In essence the wife argues that because the husband had transferred to her a tenancy in common interest in three parcels of real property some three weeks before the marriage, the husband's special equity in those parcels could not extend to 100% of the property rights. This argument stands on the foundation of case law statements that a special equity is a vested interest in property that is either "brought into the marriage or acquired during the marriage because of contributions of services or funds over and above normal marital duties." Antonini v. Antonini, 473 So.2d 739, 741 (Fla. 1st DCA 1985) (quoting Canakaris v. Canakaris, 382 So.2d 1197, 1200 (Fla. 1980)). The party claiming a special equity has been said to have the burden of demonstrating his/her equitable interest to the exclusion of a reasonable doubt. Id. (citing Lindley v. Lindley, 84 So.2d 17, 20 (Fla. 1955)).

We think Antonini reads more into Lindley than is there, or that appellant takes the latter principle out of context. The property at issue in Lindley consisted of two automobiles previously owned by a family partnership involving the wife's father, his children, and the husband, but transferred together with title certificates to the husband individually when he gave up his partnership interest. In that context it was stated that the wife, who claimed joint ownership, had, but failed to meet, the burden of showing that she had acquired a legal or equitable interest in the automobiles, to the exclusion of a reasonable doubt. Even if the standard stated in Lindley applies in the instant case, the standard of review is the presence of competent, substantial evidence.

Appellant says that because of the title transfer as to three pieces of real property that took place before the marriage, the husband could claim only his tenancy in common interest as special equity. By implication, the wife is saying that she brought her tenancy in common interest in those parcels into the marriage with her, and therefore should retain those interests at dissolution. This reading of the law can be correct only if the language of Canakaris and other cases is read mechanically. The result of such a reading is that a transfer of property rights in contemplation of marriage is to be handled differently from a similar transfer at the time of marriage or after the wedding ceremony. In the former situation, says the wife, each of the parties gets to keep the interest he or she had as a result of the premarital transfer; albeit when there has been a transfer of property after the parties were already married, it is possible at marriage dissolution for the transferring parties to show there was no donative intent and prove a special equity. The law cannot be so nonsensical. Why would society make a purported premarital "gift" sacrosanct, when it allows the transferor to show otherwise if the "gift" was made during the marriage?
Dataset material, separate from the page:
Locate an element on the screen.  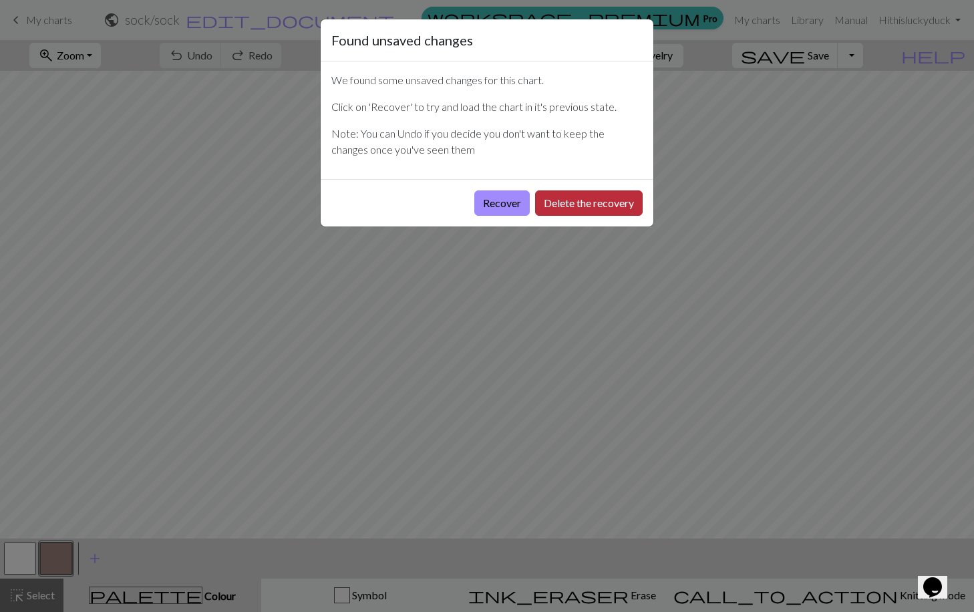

*98 The husband rebuts the wife's argument by citing Ward v. Ward, 476 So.2d 1292 (Fla. 4th DCA 1985), and cases cited therein. In Ward it was held that the wife's mere conjecture that the husband may have intended a gift, in the face of his contrary assertion, could not overcome the husband's special equity in the condominium he purchased entirely with money he earned before the marriage. Ward differs factually from the instant case in that there the transfer of title apparently took place after the pair married. However, a quote in Ward from Brown v. Brown, 429 So.2d 846, 847 (Fla. 4th DCA 1983), quoting in turn Ball v. Ball, 335 So.2d 5, 7 (Fla. 1976), states law which seems to apply regardless of the timing of such a title transfer. The key statement is "that a special equity is created by an unrebutted showing ... that all of the consideration for property held as tenants by the entireties was supplied by one spouse from a source clearly unconnected with the marital relationship." The Ball court went on to say that absent contradictory evidence that a gift was intended the property should be awarded to the transferring spouse as if he created the tenancy solely for survivorship purposes during coverture.